Читать книгу Start Again: How We Can Fix Our Broken Politics - Philip Collins, Philip Collins - Страница 14
4 How Do We Make Technology Work for Us?
ОглавлениеThe dystopian vision of work in the future is prosperity without people. The trends that have generated income and wealth inequality will be accelerated. Automation threatens to funnel rewards to the owners of capital as human labour is replaced by technology. Every previous revolution in technology has increased productivity and therefore prosperity while, at the same time, creating a new set of opportunities for work. The fear is that the rule of the robots will be different.
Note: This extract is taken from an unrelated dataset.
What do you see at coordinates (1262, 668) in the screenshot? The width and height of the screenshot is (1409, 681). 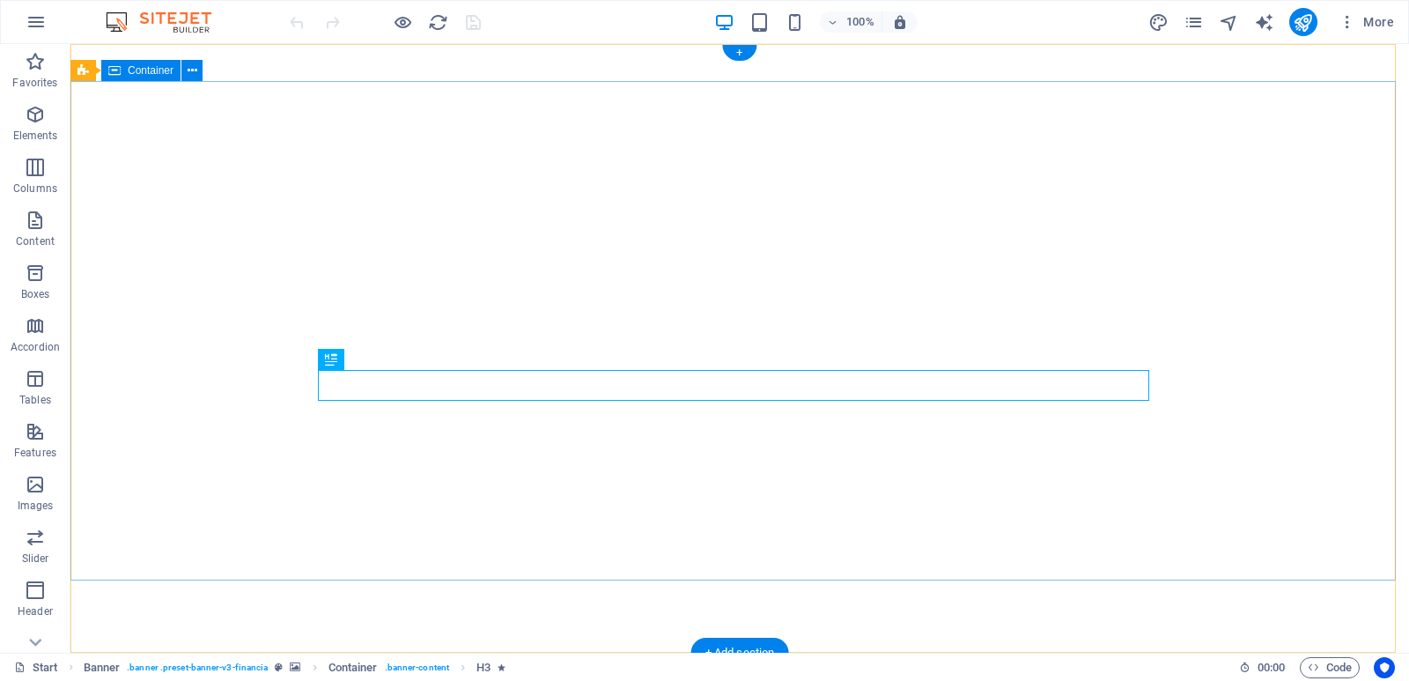 I see `h6: Session time` at bounding box center [1262, 668].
A cloud hangs over the future of work; a cloud in cyber-space, annexing all of the routine functions on which an economy depends.
There are plenty of studies like the latest one from the Organisation for Economic Co-operation and Development (OECD), in which it is estimated that half of all jobs, across thirty-two countries, stand at some degree of risk from automation. The Bank of England has calculated that a third of all jobs in Britain face a high risk and a further third face a moderate risk. This accounts for 15 million jobs in total, an apocalyptic forecast with no precedent. Of course, fears about the damage that technology will do to employment go back as far as the wheel. The Industrial Revolution, which brought prosperity to Bury, prompted anxiety, which was in the event unfounded, that human labour would be systematically displaced by machines. We have always adapted before, but perhaps the age of automation will be different. Progress in computing capacity has been truly astonishing. Genius machines can do complex mathematics, medical diagnosis, select stocks for a mutual fund portfolio and beat Garry Kasparov at chess. It may be that the combination of immense labour power in robots that never tire and the artificial brain capacity they now purvey will change all the economic rules.
In previous industrial revolutions the threat was confined to work done by hand. The threat of the revolution to come is that work done by brain is also colonised. The immediate threat, though, is to administrative, clerical and production tasks, precisely those that tend to command the lowest wages. This raises, in turn, the fear that automation intensifies material inequality. The more that an industry is mechanised the more its rewards accrue to the owners of capital and the less to the bearers of labour. This would be disastrous in the pursuit of equal life chances for all. This is the fifth condition of Britain question.